Oliver Dowden tried to laugh off the new criticism levelled at Boris Johnson after the prime minister stopped short of actually apologising for Tory sleaze on Sunday.
Johnson admitted that he “could have handled it better”, which was the closest he has come to actually saying sorry over the government’s brief attempts to overhaul the MPs’ watchdog and relieve Tory MP Owen Paterson of his punishment for breaking lobbying rules a few weeks ago.
Dowden, the co-chairman of the Conservative Party, then defended Johnson to Sky News’ Kay Burley on Monday morning and said the government acknowledged it had made mistakes.
Burley pointed out that the prime minister has still not actually said sorry for trying to remove the MPs’ disciplinary process, to which Dowden laughed and said: “I think you begin to argue about semantics on this.
“The prime minister has said he regrets it, he said mistakes were made.
“But really the prime minister’s focus is actually [government].”
He claimed people have “accepted what we said” about making a mistake and now want the government to be focusing on the “job at hand” like tackling global warming and prioritising the booster jab rollout.
Burley continued: “The point is that the prime minister has not said sorry – you, for the first time as a party, are six points behind Labour for the first time since Keir Starmer got into office.
“That is the public giving you guys a bloody nose saying, ‘don’t treat us like mugs because we’re not’.
“The least you could say is that you didn’t mean to undermine the standards system even if that’s what you did.”
But Dowden maintained that as Johnson has acknowledged mistakes were made, “that’s effectively the same thing as an apology”.
He continued: “We’ve accepted that we’re going to pursue a different course and actually you’ll see from the motion that’s before Parliament today that we are accepting the standards’ recommendations.”
MPs will be voting on whether to remove the amendment to the Standards Committee on Monday afternoon.
He later told BBC Breakfast that the whole sleaze saga began when there was a “conflation between two separate issues”, referring to the specific case of Owen Paterson and the review of the MPs’ disciplinary process.
BBC presenter Dan Walker asked: “Do politicians say sorry anymore? Sorry is a word that goes a long way sometimes.”
Dowden said: “Yes I agree, and I think in essence, if you listen to what the prime minister said, ’we’ve made mistakes and we’ve accepted that.
“We’re moving on and that’s exactly what you’re seeing with the motion in Parliament today.”
The Tory Party co-chair continued having to push back against similar questions as he spoke to LBC, promising that “the government is not sleaze-ridden”.
When Nick Ferrari pointed out that the sleaze allegations are still coming to the surface weeks after the Paterson case first came to light, Dowden simply dismissed it as part of the “news cycle”.
Again dismissing the prime minister’s lack of apology, he told LBC: “We’re in danger of arguing on a pinhead on all this.”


TASK STATEMENT: Leave out every picture, and output exactly the lines from the line containing "Sign up free." through the last line of the data.

MATERIAL TO PROCESS:
######
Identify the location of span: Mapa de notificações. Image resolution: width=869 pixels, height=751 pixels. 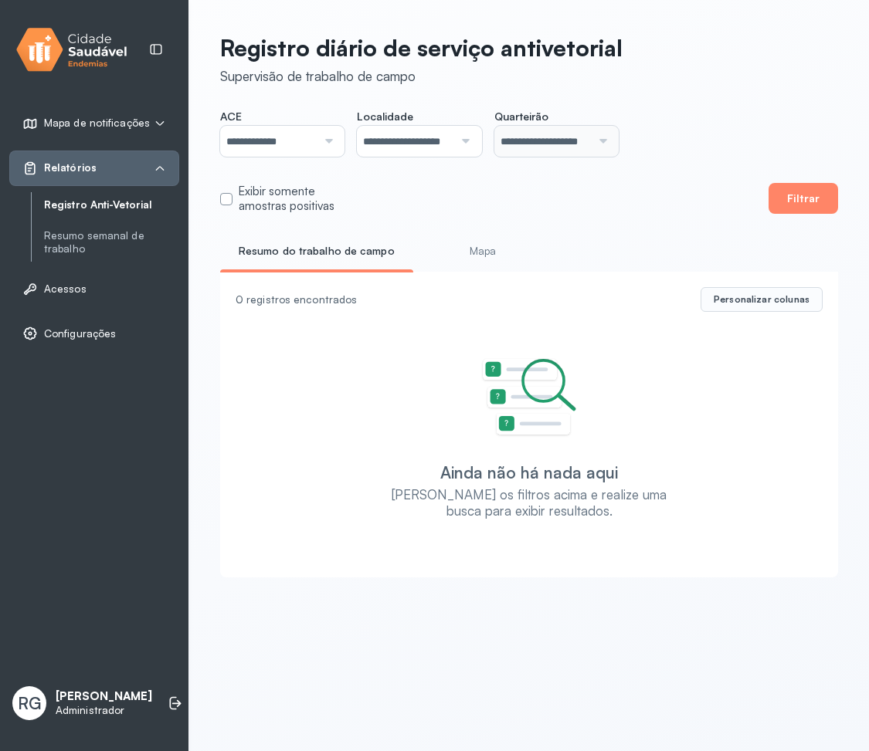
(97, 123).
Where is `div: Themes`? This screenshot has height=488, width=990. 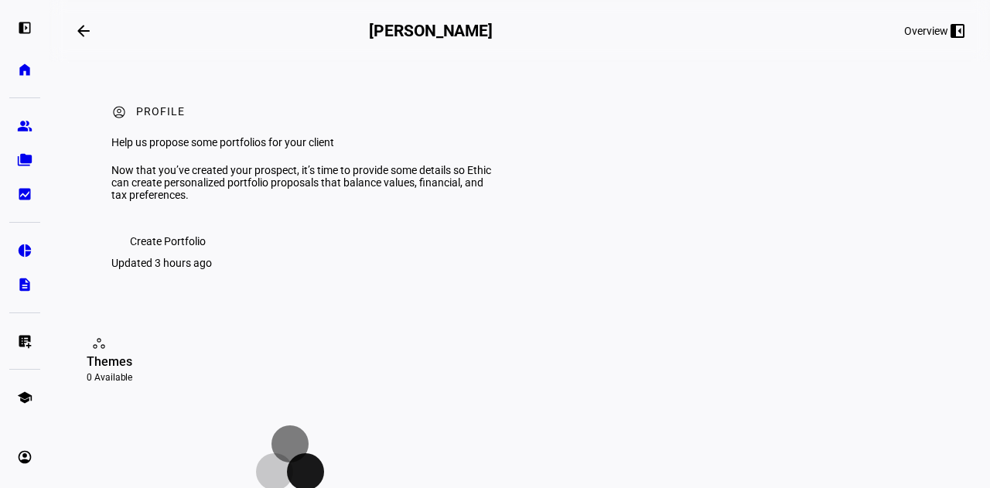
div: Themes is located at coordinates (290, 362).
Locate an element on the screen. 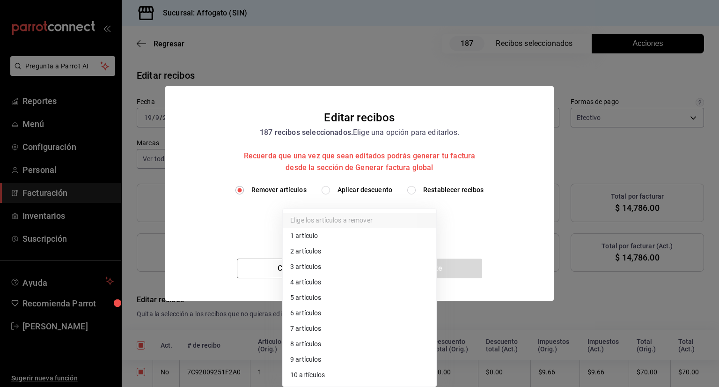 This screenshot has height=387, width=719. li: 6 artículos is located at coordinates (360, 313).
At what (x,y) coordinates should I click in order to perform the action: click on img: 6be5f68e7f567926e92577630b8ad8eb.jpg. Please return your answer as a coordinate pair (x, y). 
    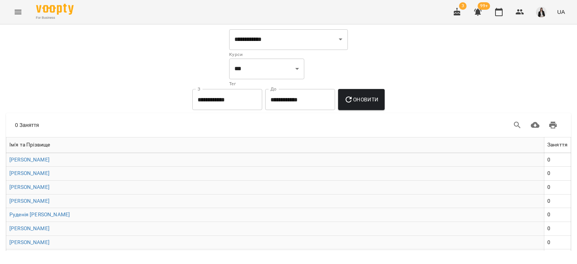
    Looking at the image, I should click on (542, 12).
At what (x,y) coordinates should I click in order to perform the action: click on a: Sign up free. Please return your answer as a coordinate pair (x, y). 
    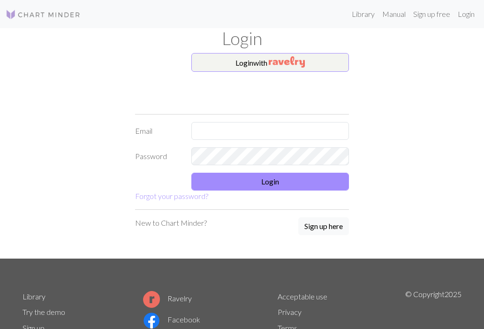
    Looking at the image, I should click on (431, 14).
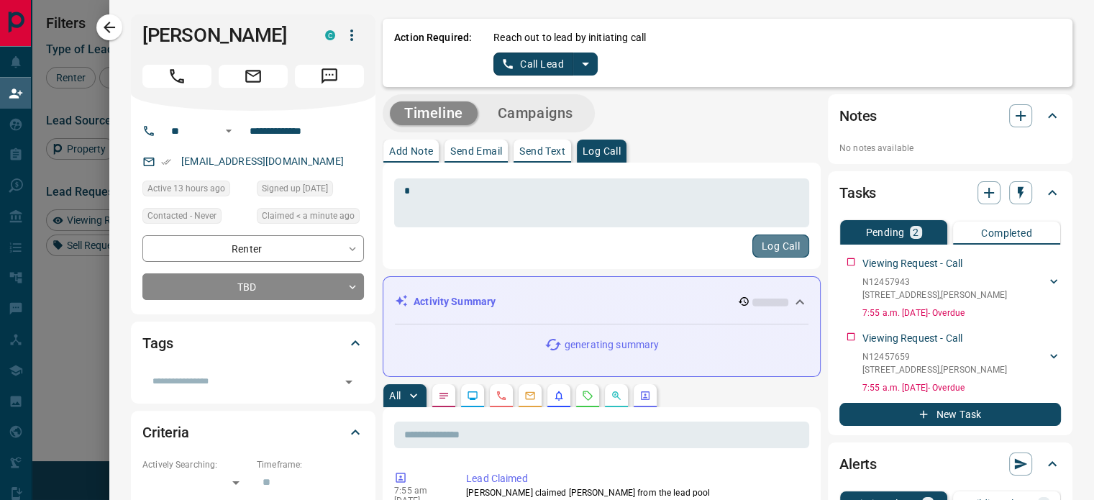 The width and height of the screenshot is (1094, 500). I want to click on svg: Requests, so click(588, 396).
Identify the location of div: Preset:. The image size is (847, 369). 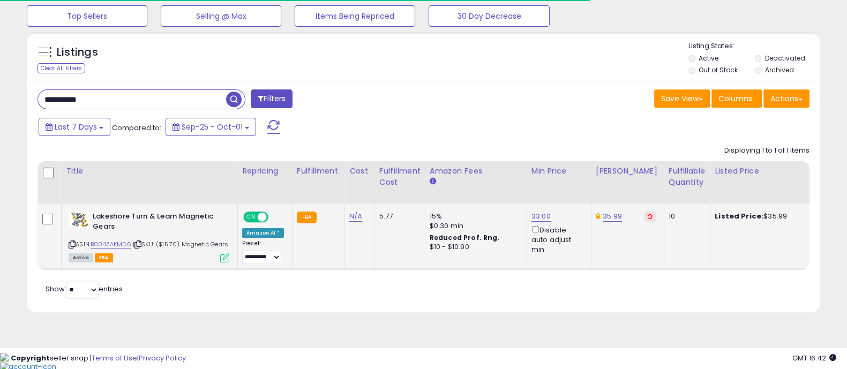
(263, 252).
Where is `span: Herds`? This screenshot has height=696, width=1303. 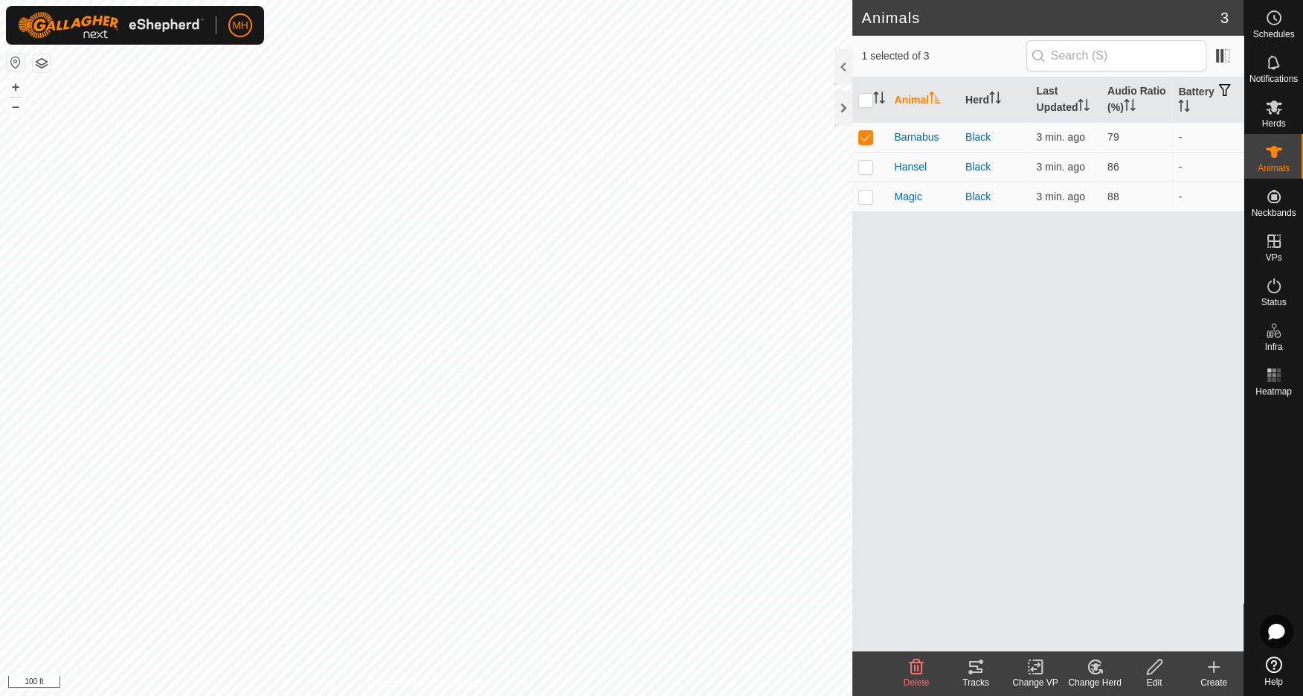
######
COMPLETED TASK:
At what (x,y) coordinates should I click in order to perform the action: click on a: Sign up free. Please return your answer as a coordinate pair (x, y). 
    Looking at the image, I should click on (431, 14).
 The width and height of the screenshot is (1094, 500). I want to click on svg: Requests, so click(588, 396).
Identify the location of div: Preset:. The image size is (847, 369). 
(263, 252).
Where is `span: Herds`? This screenshot has height=696, width=1303. 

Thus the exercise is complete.